Status: Trying something different. Hope you like it. (On Hiatus until I get more free time.)

The Last Winter

Prologue

The day my mother and father left, was the day I realized my life was never going to be normal.

The clouds were getting darker, the wind was picking up. Just like yesterday, it was probably going to rain. The crumpled paper between my nail-bitten fingers threatened to escape and my long hair blocked the ephemeral view of the finishing line. A tall grey building. A building that could possibly give me some closure, some kind of sense of purpose. A place for my dreams.

It’s easy to believe in a story about a teenage kid who runs away from their parents, but not the other way around. But my life had never been believable, so when my parents decided to walk away from the sixteen year-old me, no one believed in the truth. No one would ever believe, I already knew it. People often choose which truths to believe and which lies to condemn. So I lied. And no one condemned me, because that lie was an acceptable truth.

My feet made no sound as I crossed the paved road, heavy eyes crawling on the sidewalk and swinging from the streets lights to the building’s outline. There was no one outside. Not a single shadow in that small ghost town.

“I’m here for an interview.” My voice was steady, unlike the beating of my heart. This was not my first job interview, but none of them had ever been as important as this one. In a way, my life depended on it.

But let’s go back a few weeks.

The place: Another restroom of another all-night restaurant in just another city, California.

The main character: A skinny, young, white girl, born, and raised until the age of sixteen, in Ireland.

That girl was me, Iris Callaghan. Using my fingers as a comb, I did my best to tame my hair into a more beautiful mess that its current bedraggled state. My backpack was always at an arm’s reach away, it contained my whole life.

It was in that moment, when I glanced at it to make sure no one had stolen my life, like it had happened to my bike a few days ago, that I saw it.
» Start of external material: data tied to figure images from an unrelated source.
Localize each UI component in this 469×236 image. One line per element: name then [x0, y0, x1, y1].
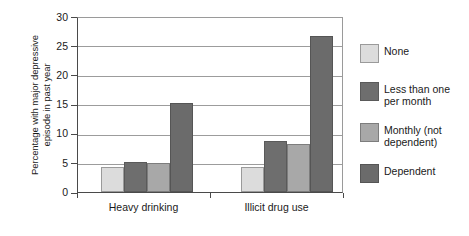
legend-label-none: None — [384, 45, 409, 57]
legend-label-monthly-not-dependent-line1: Monthly (not — [384, 124, 442, 136]
legend-swatch-none-icon — [360, 44, 379, 63]
y-tick-label-0: 0 — [28, 187, 68, 198]
gridline-25 — [78, 46, 342, 47]
bar-illicit-drug-use-dependent — [310, 36, 333, 192]
plot-area — [77, 17, 343, 193]
bar-illicit-drug-use-less-than-one-per-month — [264, 141, 287, 192]
x-tick-mark-middle — [210, 193, 211, 198]
y-tick-label-10: 10 — [28, 128, 68, 139]
legend-swatch-less-than-one-per-month-icon — [360, 82, 379, 101]
gridline-15 — [78, 105, 342, 106]
y-tick-label-25: 25 — [28, 41, 68, 52]
bar-heavy-drinking-none — [101, 167, 124, 192]
y-tick-label-20: 20 — [28, 70, 68, 81]
legend-swatch-monthly-not-dependent-icon — [360, 123, 379, 142]
y-tick-label-15: 15 — [28, 99, 68, 110]
x-axis-label-heavy-drinking: Heavy drinking — [77, 201, 210, 213]
bar-heavy-drinking-less-than-one-per-month — [124, 162, 147, 192]
y-tick-label-5: 5 — [28, 158, 68, 169]
legend-label-dependent: Dependent — [384, 165, 435, 177]
bar-heavy-drinking-dependent — [170, 103, 193, 192]
legend-label-less-than-one-per-month-line1: Less than one — [384, 83, 450, 95]
legend-swatch-dependent-icon — [360, 164, 379, 183]
x-axis-label-illicit-drug-use: Illicit drug use — [210, 201, 343, 213]
legend-item-monthly-not-dependent: Monthly (not dependent) — [360, 123, 442, 148]
legend-label-monthly-not-dependent-line2: dependent) — [384, 136, 437, 148]
bar-illicit-drug-use-none — [241, 167, 264, 192]
gridline-20 — [78, 76, 342, 77]
legend-label-less-than-one-per-month-line2: per month — [384, 95, 431, 107]
gridline-10 — [78, 135, 342, 136]
bar-chart-figure: Percentage with major depressive episode… — [0, 0, 469, 236]
legend-item-less-than-one-per-month: Less than one per month — [360, 82, 450, 107]
y-tick-label-30: 30 — [28, 12, 68, 23]
bar-illicit-drug-use-monthly-not-dependent — [287, 144, 310, 192]
x-tick-mark-left — [77, 193, 78, 198]
x-tick-mark-right — [343, 193, 344, 198]
legend-item-dependent: Dependent — [360, 164, 435, 183]
legend-item-none: None — [360, 44, 409, 63]
bar-heavy-drinking-monthly-not-dependent — [147, 163, 170, 192]
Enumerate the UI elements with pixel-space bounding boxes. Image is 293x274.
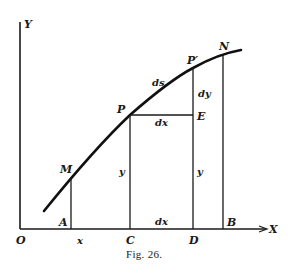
point-P-label: P [116,103,126,116]
point-P-prime-label: P′ [186,54,198,67]
y-right-label: y [196,166,204,177]
point-E-label: E [196,110,206,123]
dx-lower-label: dx [155,216,169,227]
y-axis-label: Y [24,18,33,31]
curve [44,50,241,211]
y-left-label: y [118,166,126,177]
point-B-label: B [226,216,236,229]
x-label: x [76,235,84,246]
point-N-label: N [218,40,230,53]
diagram-canvas: Y X O M P P′ N E A C D B ds dy dx dx x y… [0,0,293,274]
figure-caption: Fig. 26. [126,248,162,260]
dy-label: dy [198,88,212,99]
point-C-label: C [126,234,135,247]
ds-label: ds [152,77,165,88]
origin-label: O [16,234,26,247]
point-A-label: A [58,216,68,229]
point-D-label: D [188,234,199,247]
point-M-label: M [59,163,73,176]
x-axis-label: X [268,223,278,236]
dx-upper-label: dx [155,117,169,128]
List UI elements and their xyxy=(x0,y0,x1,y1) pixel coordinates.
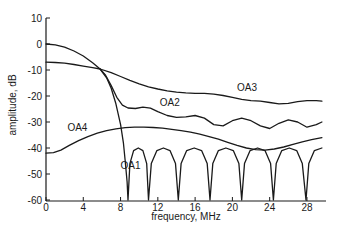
x-tick-label: 20 xyxy=(227,202,239,213)
y-ticks: 100-10-20-30-40-50-60 xyxy=(28,13,50,206)
x-tick-label: 4 xyxy=(80,202,86,213)
y-tick-label: -50 xyxy=(28,169,43,180)
frequency-response-chart: 100-10-20-30-40-50-60 0481216202428 OA1O… xyxy=(0,0,339,233)
x-tick-label: 0 xyxy=(43,202,49,213)
y-tick-label: -60 xyxy=(28,195,43,206)
x-tick-label: 28 xyxy=(301,202,313,213)
x-tick-label: 24 xyxy=(264,202,276,213)
series-label-oa2: OA2 xyxy=(160,97,180,108)
series-label-oa4: OA4 xyxy=(67,122,87,133)
series-label-oa3: OA3 xyxy=(237,82,257,93)
x-tick-label: 8 xyxy=(118,202,124,213)
y-tick-label: 10 xyxy=(31,13,43,24)
x-axis-title: frequency, MHz xyxy=(151,211,220,222)
chart-axes xyxy=(46,18,326,201)
series-labels: OA1OA2OA3OA4 xyxy=(67,82,257,171)
y-tick-label: -10 xyxy=(28,65,43,76)
series-oa3 xyxy=(46,62,322,104)
y-tick-label: -40 xyxy=(28,143,43,154)
y-tick-label: -20 xyxy=(28,91,43,102)
y-axis-title: amplitude, dB xyxy=(7,74,18,135)
y-tick-label: 0 xyxy=(36,39,42,50)
y-tick-label: -30 xyxy=(28,117,43,128)
series-oa2 xyxy=(100,69,322,129)
series-label-oa1: OA1 xyxy=(121,160,141,171)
A classified ads page ripped off from a local newspaper.

Goose bumps rose on my arms. Shivers raced up and down the back of my neck. Whatever strange angel had left that page, it seemed to have brought it directly from the back of my subconscious mind. The idea expressed there matched my hope and fear precisely. I would never be a weirdo anymore.

I ripped the tiny ad and folded it neatly. In that job opportunity resided my fate.

You see, two years ago, on the first day of spring, I had arrived in Santa Cruz, California with $90 in my pockets, after spending all the money I had saved on the trip from Ireland to the United States of America.

People could wonder what I was running from, if I was running from something. Yes, I was, but from what was something I couldn’t understand quite yet.

Washing dishes at restaurants or working as a farm laborer in apple orchards had removed me from the state of gleefully homeless. In just a matter of months, I rented a tiny studio apartment in a basement beneath a garage adjoining an old woman’s house.

My enrollment at the University of California at Santa Cruz had helped, too. For a few sporadic quarters I was able to get government loans and grants in return for attending once-a-week poetry and creative writing classes. I was basically willing to do anything, within decency, for money. Monthly allotments of food stamps also aided the cause, but even then, I barely made my rent.

The moldy basement I called home had nothing but a temperamental space heater to warm my fingers. My wardrobe? Bought from warehouses which charged a reasonable price of one dollar per five pounds of recycled garments.

What did I have to lose? Nothing.

So, me and my rickety bike decided to leave. We left to wherever my dreams told me to, and suddenly what I feared the most was now my compass.

A compass that had led me to the restroom where my future was presented to me.

Are you lost? Someone had once asked me. No, I was no longer lost. That tiny job ad, although with a probably equally tiny paycheck, held the promise of something better. An escape.